Source records
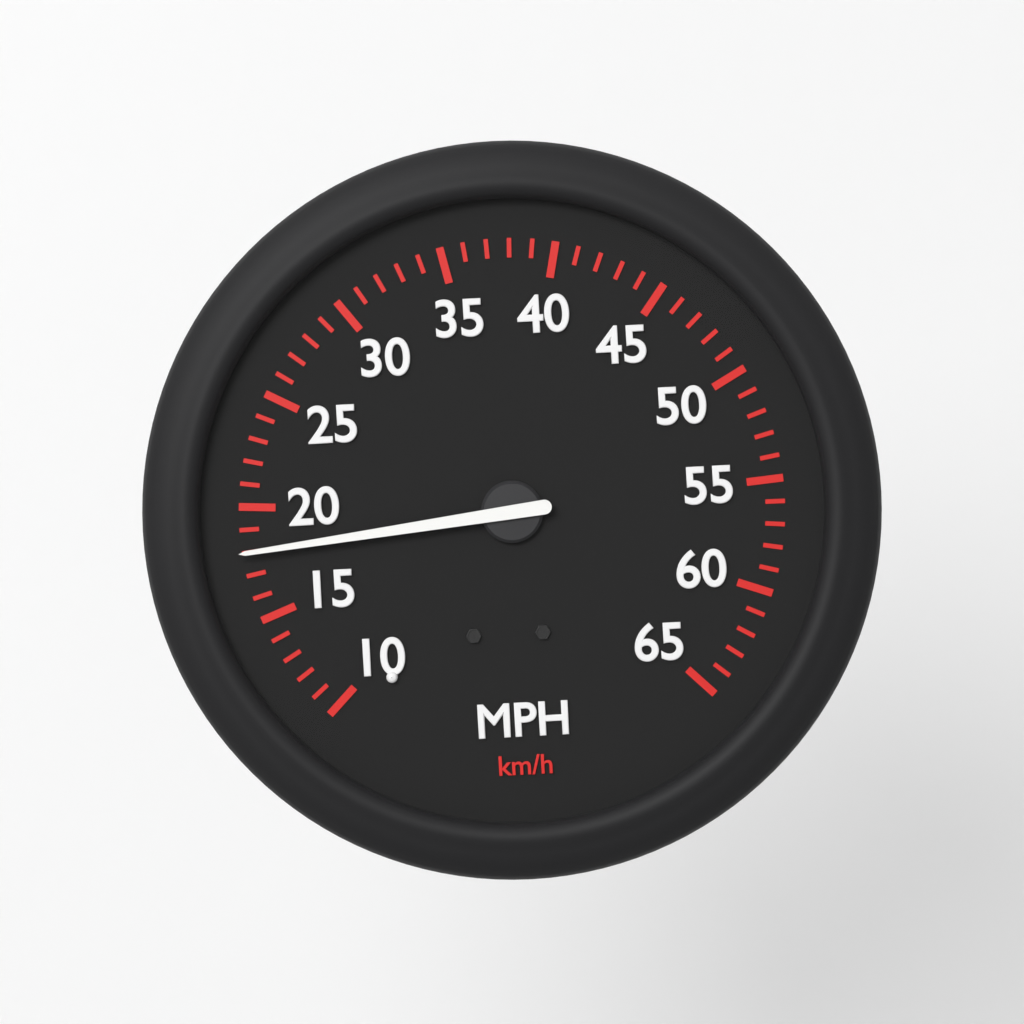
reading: 18 mph
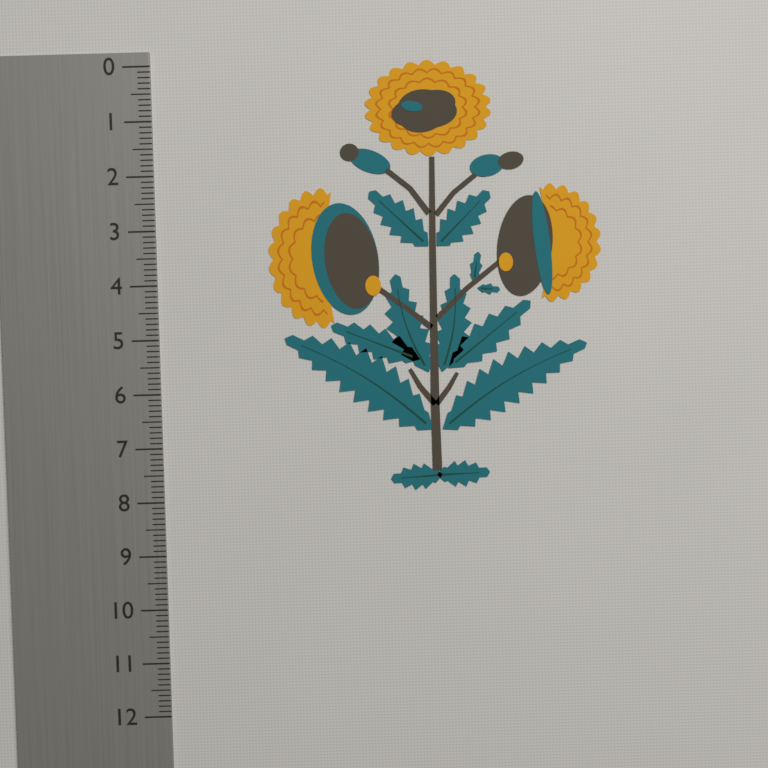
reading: 7.9 (no unit)
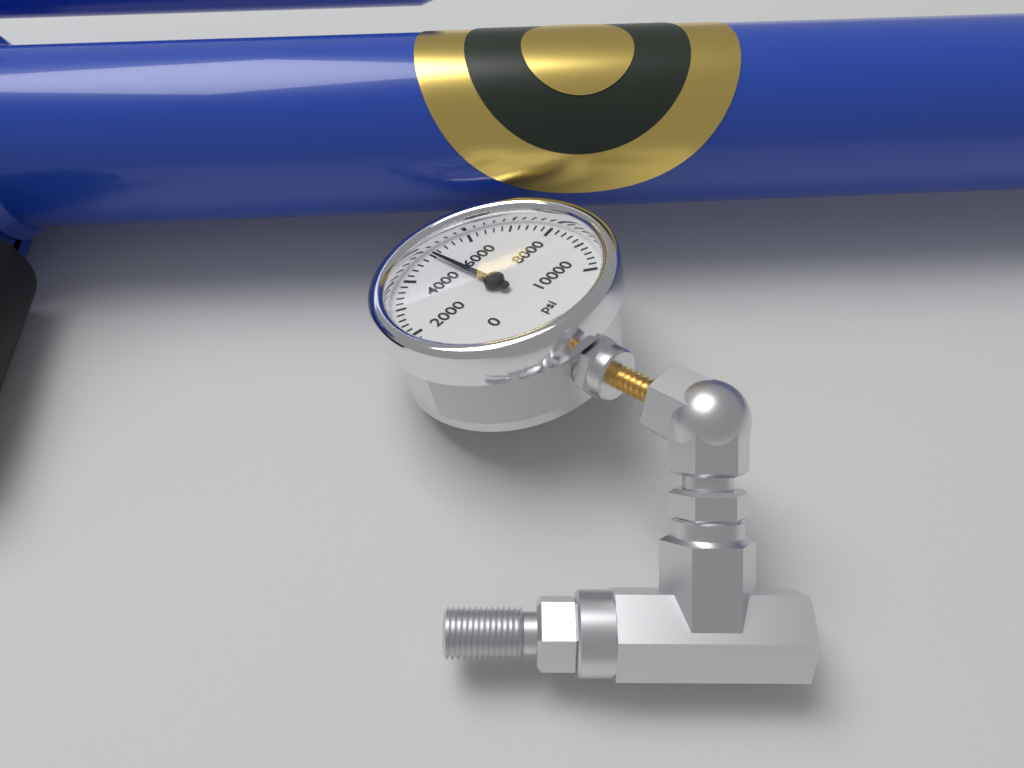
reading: 5000 psi
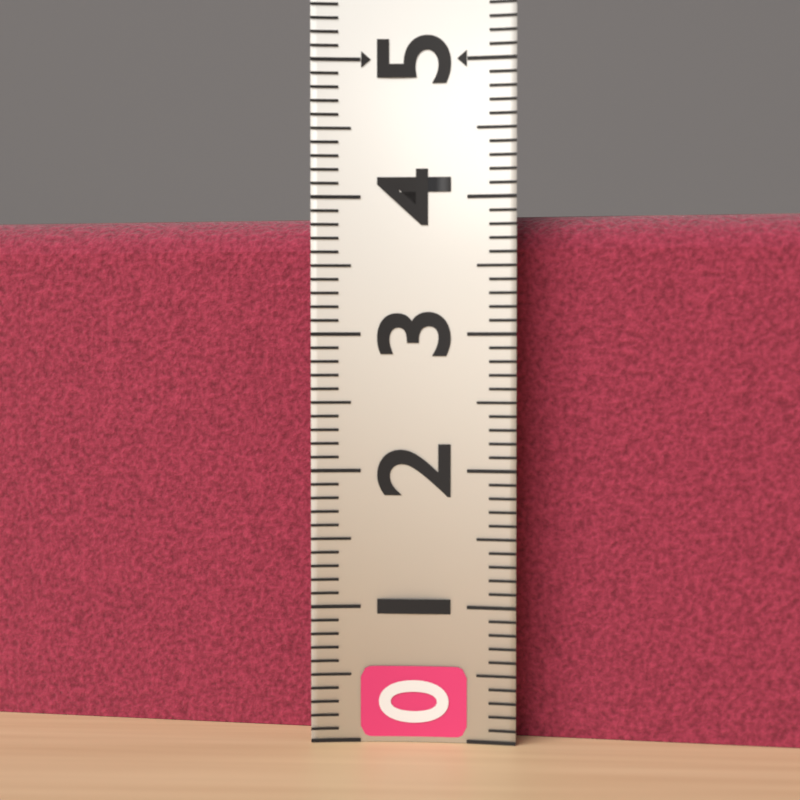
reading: 3.9 (no unit)
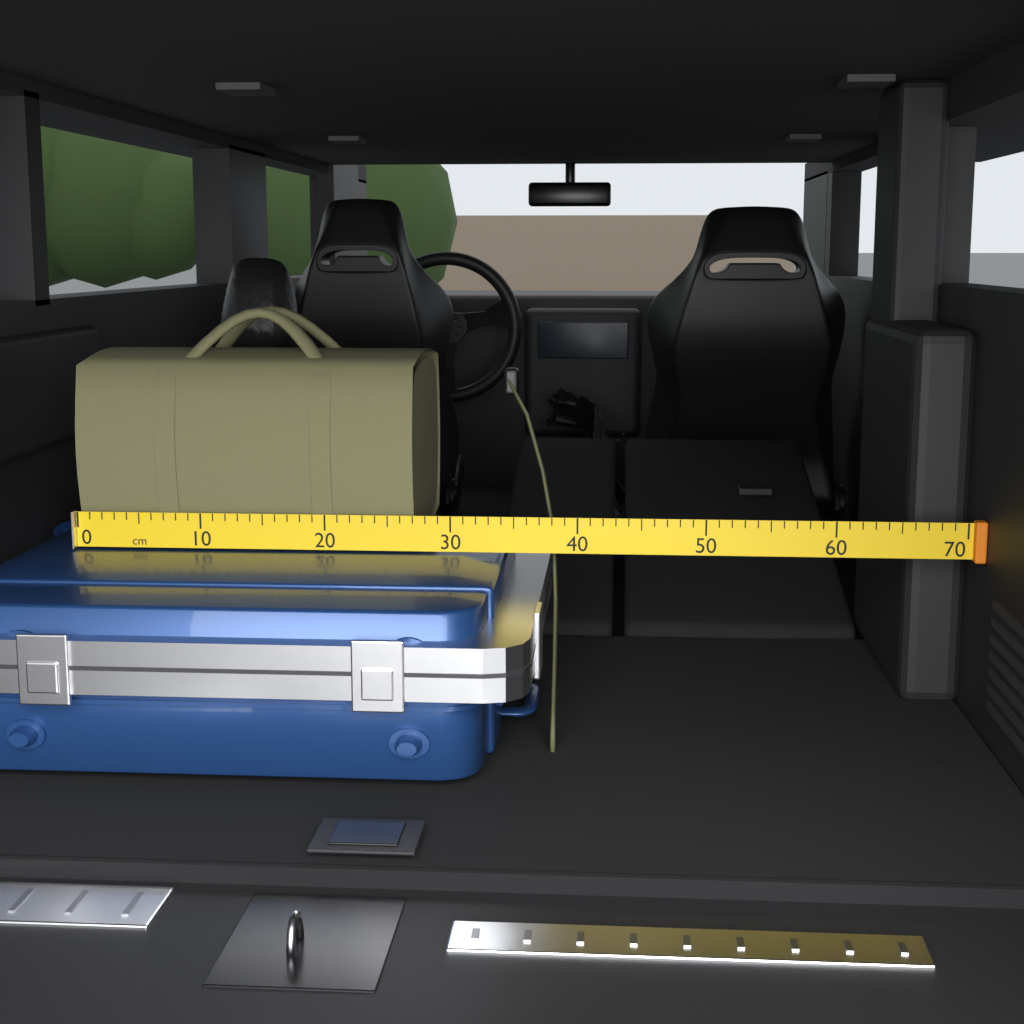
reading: 27 cm
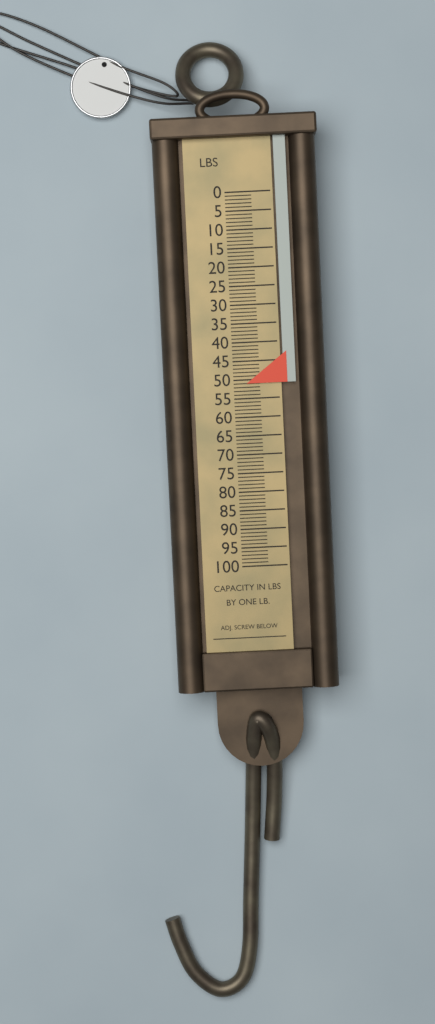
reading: 51 lb
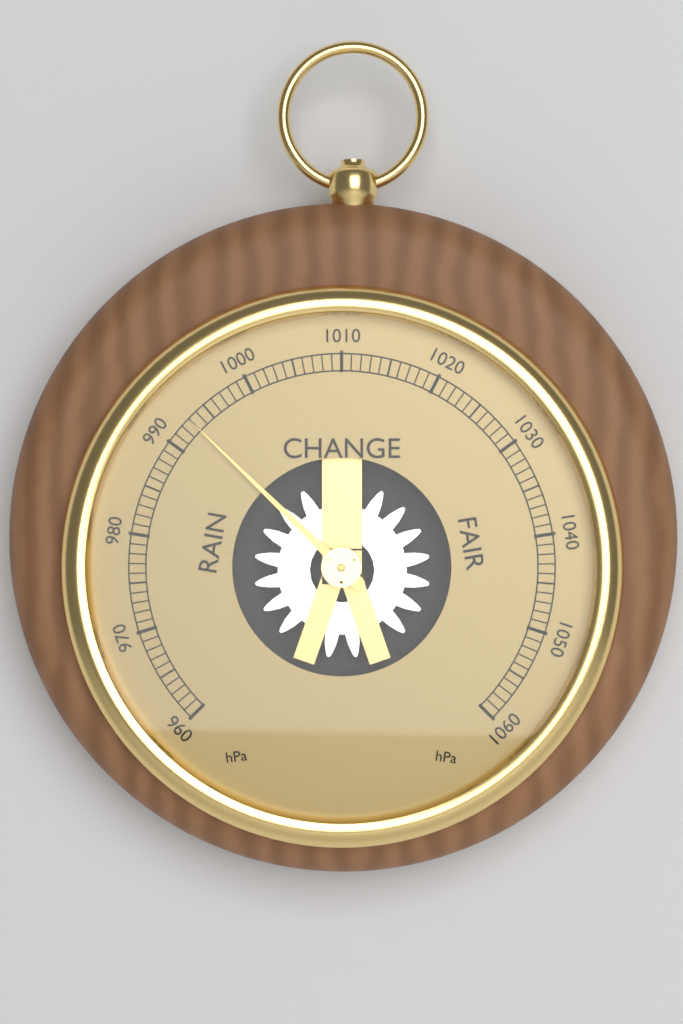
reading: 993 hPa
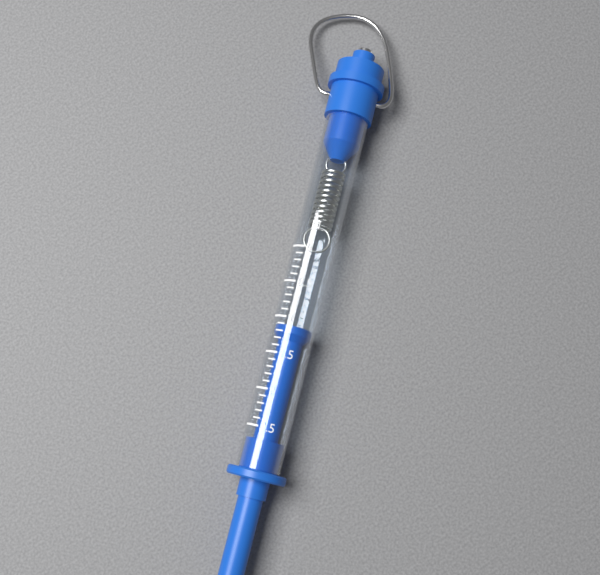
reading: 1.1 N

EXERCISE BRIEF:
Would you set down the records above once more, exactly, with the pictures removed?

OUTPUT BELOW:
reading: 18 mph
reading: 7.9 (no unit)
reading: 5000 psi
reading: 3.9 (no unit)
reading: 27 cm
reading: 51 lb
reading: 993 hPa
reading: 1.1 N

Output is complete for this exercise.